There’s a lot of back-and-forth going on in Washington right now about whose fault these lousy sequesters are. Clearly, the GOP loved the idea back when, and they’re the ones preventing any action on averting the cuts now. So make no mistake — if these deep and indiscriminate cuts go into effect, it’ll be because the GOP wants them. It’s the same reason they hold up disaster relief constantly, and are currently holding the US Postal Service hostage — Because they seem to get an ideological kick out of seeing Big Guvmint fail at its basic responsibilities.

That being said, let’s remember: The president handed House Republicans a loaded gun. It takes a very short-term view of things to forget how, throughout 2010, 2011, and 2012, President Obama actively fomented the deficit witchhunt, and continued to promote both Simpson-Bowles and a deadly Grand Bargain even as it became patently obvious that investment, spending, and economic growth should be the order of the day. (By the way: Not in the Simpson-Bowles package of deficit-defeating awesomeness? The corporate tax loophole that just made Erskine Bowles $114,000.)
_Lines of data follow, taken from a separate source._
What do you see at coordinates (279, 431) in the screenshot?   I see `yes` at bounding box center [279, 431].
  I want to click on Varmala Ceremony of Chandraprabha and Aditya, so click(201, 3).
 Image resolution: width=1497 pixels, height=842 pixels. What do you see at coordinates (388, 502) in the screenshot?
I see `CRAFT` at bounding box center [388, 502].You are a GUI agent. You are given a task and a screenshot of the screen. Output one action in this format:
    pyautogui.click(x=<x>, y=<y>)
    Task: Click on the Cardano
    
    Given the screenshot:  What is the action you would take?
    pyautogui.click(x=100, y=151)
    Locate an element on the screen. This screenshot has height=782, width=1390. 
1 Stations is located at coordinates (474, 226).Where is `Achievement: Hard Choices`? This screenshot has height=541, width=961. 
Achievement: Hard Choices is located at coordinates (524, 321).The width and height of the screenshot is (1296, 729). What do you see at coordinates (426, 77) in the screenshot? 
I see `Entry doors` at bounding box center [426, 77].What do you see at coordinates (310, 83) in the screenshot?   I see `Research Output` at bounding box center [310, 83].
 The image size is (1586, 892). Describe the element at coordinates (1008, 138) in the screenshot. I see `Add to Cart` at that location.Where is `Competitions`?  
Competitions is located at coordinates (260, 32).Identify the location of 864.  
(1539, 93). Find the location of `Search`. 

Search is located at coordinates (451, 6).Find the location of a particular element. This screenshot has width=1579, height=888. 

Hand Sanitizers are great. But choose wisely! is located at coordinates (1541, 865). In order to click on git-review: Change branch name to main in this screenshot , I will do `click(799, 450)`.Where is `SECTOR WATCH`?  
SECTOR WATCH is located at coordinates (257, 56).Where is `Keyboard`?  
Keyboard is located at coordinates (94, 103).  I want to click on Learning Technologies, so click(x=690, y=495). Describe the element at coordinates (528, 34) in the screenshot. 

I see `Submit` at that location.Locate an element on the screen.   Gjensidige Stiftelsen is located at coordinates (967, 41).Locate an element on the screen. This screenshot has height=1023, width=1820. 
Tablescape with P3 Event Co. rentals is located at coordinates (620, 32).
In short, this lousy sequester is the GOP’s baby, yes. But it’s also the ultimate consequence of both parties trafficking in unresponsible hysteria over a phantom problem for years one end. Now the chickens have come home to roost, and our fragile economic recovery, weakened by several years without any serious stimulus, faces a real crisis. Let’s be clear: This crisis was not caused by the illusory danger of deficits, but because Republicans and the administration both, when the chips were down in August 2011, elided over basic economic sense and instead embraced the nonsense of austerity.

Update: The Story of the Sequester in GIF form, via AFSCME, and Sequestered Development, a not particularly inspired mash-up of Arrested Development and recent events.

Newt for our Sins.

“There is no more singularly ridiculous figure in American politics. Nobody is close. He squandered an epic congressional victory by waking up on the morning with a Napoleonic complex that made Napoleon look like a Carthusian. He had a comely aide problem that would have embarrassed the Borgias. He ran for president as a kind of elaborate marketing scheme and book tour. And he’s still seen as a political man of ideas. And his ideas still pretty much blow goats.”

Another reason I’ve been stepping away from the politics posts – the estimable Charlie Pierce has this beat covered. Here he eviscerates the Politico-Industrial complex’s continued infatuation with gasbag Newt Gingrich. “Not to stick up for Karl Rove but, Jesus H. Christ on a special episode of Blossom, there is no serious comparison to be made.” Naturally, CNN — home of Serious People™ like David Gergen — has recently picked him up as a political correspondent.